In preclinical trials, Stanford scientists and their collaborators harnessed the gene-editing system CRISPR-Cas9 to replace the mutated gene underpinning the devastating immune disease.
April 10, 2019 - By Hanae Armitage
Very rarely, a boy is born with a mutation that renders his immune system barren — devoid of any and all immune cells. The disease, X-linked severe combined immunodeficiency, or SCID-X1, often is referred to as the bubble boy disease. It affects only males and is lethal if not treated in the first year of life.
Now, scientists at the School of Medicine and their collaborators have used the gene-editing system CRISPR-Cas9 to devise a new treatment to replenish immune cells in mouse models of SCID-X1. The results are promising, the scientists said, because they believe the treatment could potentially work in humans, as well.
SCID-X1 affects about 1 in 50,000 male births. Those with the disease suffer from a debilitating mutation in a single gene, IL2R gamma. When this gene is defective, the immune system never develops.
The standard treatment for patients with SCID-X1 is a bone marrow transplant, which supplies them with stem cells that will give rise to a working immune system. But the transfer process is tricky and not guaranteed to work. So, Matthew Porteus, MD, PhD, professor of pediatrics, came up with a new idea: correct the genes in the patients’ own cells.
Through CRISPR-Cas9, Porteus and his team have done just that. Using cell samples that came from people with SCID-X1, the researchers genetically altered the class of stem cells that give rise to blood and immune cells. Their approach got the gene working again.
Each mouse that received the edited cells began generating new immune cells and displayed no detectable adverse side effects. “To our knowledge, it’s the first time that human SCID-X1 cells edited with CRISPR-Cas9 have been successfully used to make human immune cells in an animal model,” said postdoctoral scholar Mara Pavel-Dinu, PhD.
A paper describing the work was published online April 9 in Nature Communications. Porteus is the senior author, and Pavel-Dinu is the first author.
Editing in a solution
Gene-based therapy for SCID is not new. In the 1990s, scientists began to dabble in gene therapies that used a virus to deliver a new, functional IL2R gamma gene. “It was very effective, but about 25 percent of the patients developed a leukemia because the virus integrated into an erroneous gene,” Porteus said. “It showed both the promise of what gene therapy could do and highlighted the area that needed to be improved.”

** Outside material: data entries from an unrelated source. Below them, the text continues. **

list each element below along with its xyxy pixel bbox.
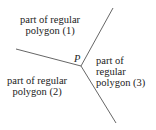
region-3-line3: polygon (3) (96, 77, 145, 88)
region-2-label: part of regular polygon (2) (7, 75, 67, 97)
region-2-line1: part of regular (7, 75, 67, 86)
region-2-line2: polygon (2) (7, 86, 67, 97)
region-1-line1: part of regular (20, 14, 80, 25)
region-3-line1: part of (96, 55, 145, 66)
edge-left (16, 49, 81, 66)
region-3-label: part of regular polygon (3) (96, 55, 145, 88)
region-3-line2: regular (96, 66, 145, 77)
region-1-line2: polygon (1) (20, 25, 80, 36)
vertex-label-p: P (74, 53, 80, 64)
region-1-label: part of regular polygon (1) (20, 14, 80, 36)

Porteus’ approach uses CRISPR-Cas9 to create a double-stranded break in DNA to insert a healthy copy of the IL2R gamma gene in the stem cells that create immune cells.
Using the gene-editing system, scientists tweaked cells from six people with SCID-X1 and then transplanted those cells into mouse models of SCID-X1. Those mice were then not only able to make their own immune cells, but many of the edited cells retained something called “stemness,” meaning that they maintained their ability to continually create new cells.

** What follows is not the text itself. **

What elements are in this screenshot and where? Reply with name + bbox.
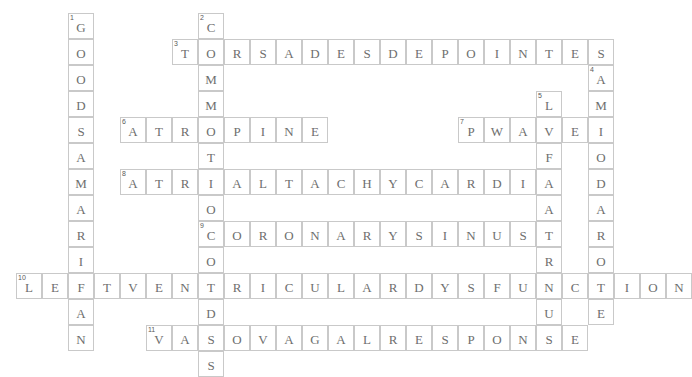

“The idea is that these modified stem cells will give rise to the blood system and the immune system for the entirety of the patient’s life, which we hope is 90 or more years,” Porteus said. “And we see evidence for that in our study.”
Popping the bubble
“We’ve showed that this is a novel and effective strategy to potentially treat this disease, but the other big thing here is safety,” Porteus said. “We don’t see any abnormalities in the mice that receive the treatment. More specifically, we also performed genetic analysis to see if the CRISPR-Cas9 system made DNA breaks at places that it’s not supposed to, and we see no evidence of that.” That’s crucial, Porteus said, because it ensures that other healthy genes aren’t being erroneously tampered with.
Translating lab research to a patient population takes time, Porteus said, but he’s optimistic that if larger mouse studies are successful, the CRISPR-Cas9 gene therapy could be piloted in human patients in the next year or two through the Stanford Center for Definitive and Curative Medicine.
Other Stanford co-authors of the study are postdoctoral scholars Volker Wiebking, MD, and Camille Sindhu, PhD; research assistant Beruh Dejene; graduate student Waracharee Srifa; medical student Sruthi Mantri; lab manager Camencita Nicolas; former flow cytometry research assistant Nivedita Saxena; and professors of pediatrics Maria Grazia Roncarolo, MD, and Kenneth Weinberg, MD.
Researchers from Rice University, the University of Texas-Dallas, the University of California-Irvine and the National Institutes of Health contributed to this research.
The study was funded by the California Institute for Regenerative Medicine, the National Institutes of Health (grant R01 AI097320-01), the Laurie Kraus Lacob Translational Research Fund, the Amon Carter Foundation and the Sutardja Family Fund.
Stanford’s Department of Pediatrics also supported the work.